Except when you get jabbed in the heart. If Steve had been struck in the leg, in the arm, in his ass, he would have been fine, even in the back or almost any part of his chest, he would have survived. But the venomous barb punctured his heart. Can someone please tell me what the odds of that might be?


And what a sad, but welcome change for him to die this way. It's like Elvis having a heart attack, and dying on stage, instead of just dying cause he was a fat-drug addicted, puffy bacon eater. It's a beautiful way for Steve to die, because he died doing what he loved. He was in the water, his second home; and what a shocker: it wasn't a shark that killed him, or a snake, or a crocodile, none of the animals that he wanted to show us were over-demonized, and worthy of protection. He would not have wanted to be killed by an animal we were already scared of, animals he wanted us to protect. But a sting-ray? Perfect. There won't be a back-lash against sting-rays. There won't be a "great sting-ray hunt of 2006" in response to the tragic demise of Steve. And that is how he would have wanted it. The poor guy, he probably just couldn't believe it, one of the least dangerous animals in the world to swim with, pierces his heart with it's stinger.

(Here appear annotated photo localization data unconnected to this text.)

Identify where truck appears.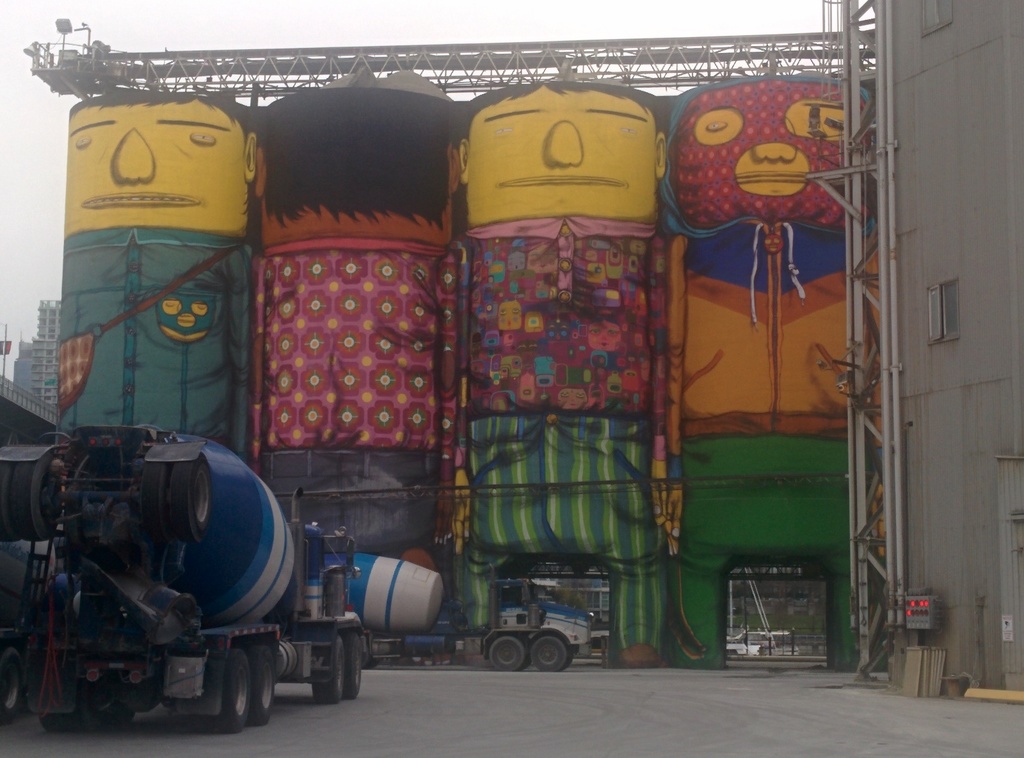
Appears at [left=6, top=402, right=356, bottom=736].
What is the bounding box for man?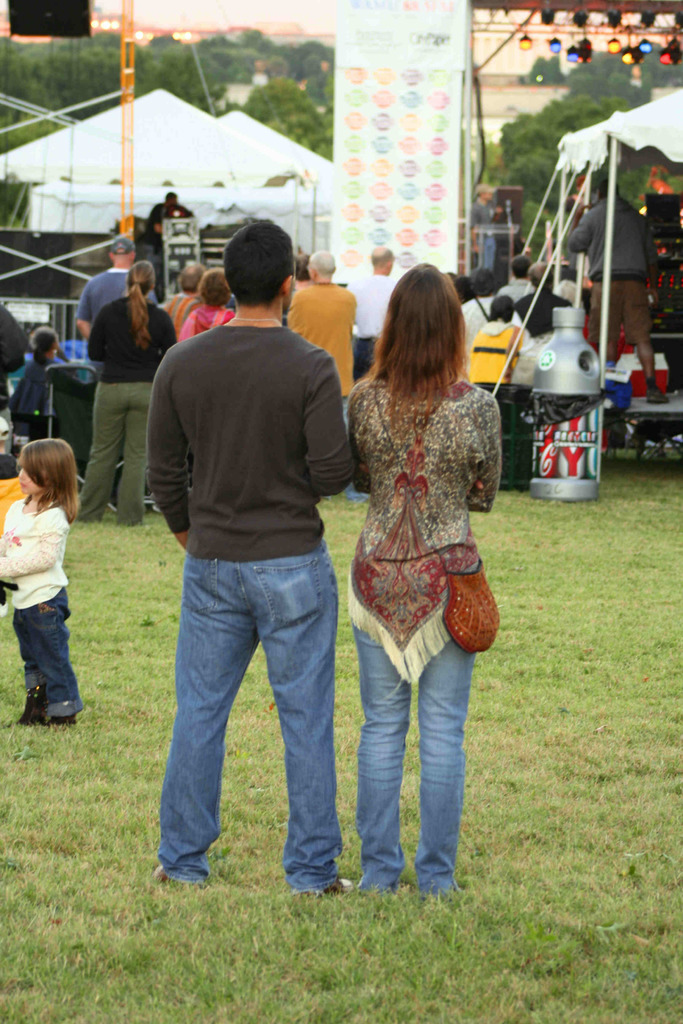
box=[505, 258, 531, 305].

Steve Irwin was as cool as they come. He never went Gucci on us. Like Crocodile Dundee, he always looked out of place on 5th Avenue. His success and wealth never went to his head. He stuck around his family zoo and dedicated masses of energy into it, and into environmental conservation. He may have been one of the last people alive who deserved to be stabbed in the heart with a poisonous barb. But the people in the news on a general basis, well, they just don't seem to do enough snorkeling.
And what lesson is there here for us? For us I cannot say. For me, the only conclusion I can draw is that my Spanish is horrific. I, like Steve Irwin, am a native English speaker, and it looks as though that won't be stopping any time soon. Oh, and also, now I know i'm better off playing with poisonous spiders, snakes, and rolling around with crocodiles than swimming with a sting-ray; or wait, maybe not.

3 comments:

Matthew Hughes said...

Muy Bueno!! Wonderful, insightful, funny. The best I've read regarding the Crocodile Hunter. Keep up the great work. Looking forward to more!!

My blog: www.squidoo.com/ipdude/

Anonymous said...

Andrew, your insite and prose are the best. What complete irony,
you just can't beat reality for its ability to slam you back in your easy chair and say WHOA!! What a great legacy of taking care of those beings who get in mans way, and showing us that there is always a better way than arrogance and superiority.

Cheetah International said...

THANK YOU.

Aside from a few hours of my life lost while watching CNN in the fall '01 and a slight business lull, my life was utterly unaffected by 9/11.

Fear is utterly ridiculous, even when there is widespread agreement for it and even moreso when it's used as the justification for the decrease in liberty (http://www.epic.org/privacy/terrorism/hr3162.html).

If it causes people to remember to be good, decent humans, all the better, but if people need that level of tragedy to open their eyes and hearts enough not to give the finger to a passing motorists, they have much more to worry about then I do.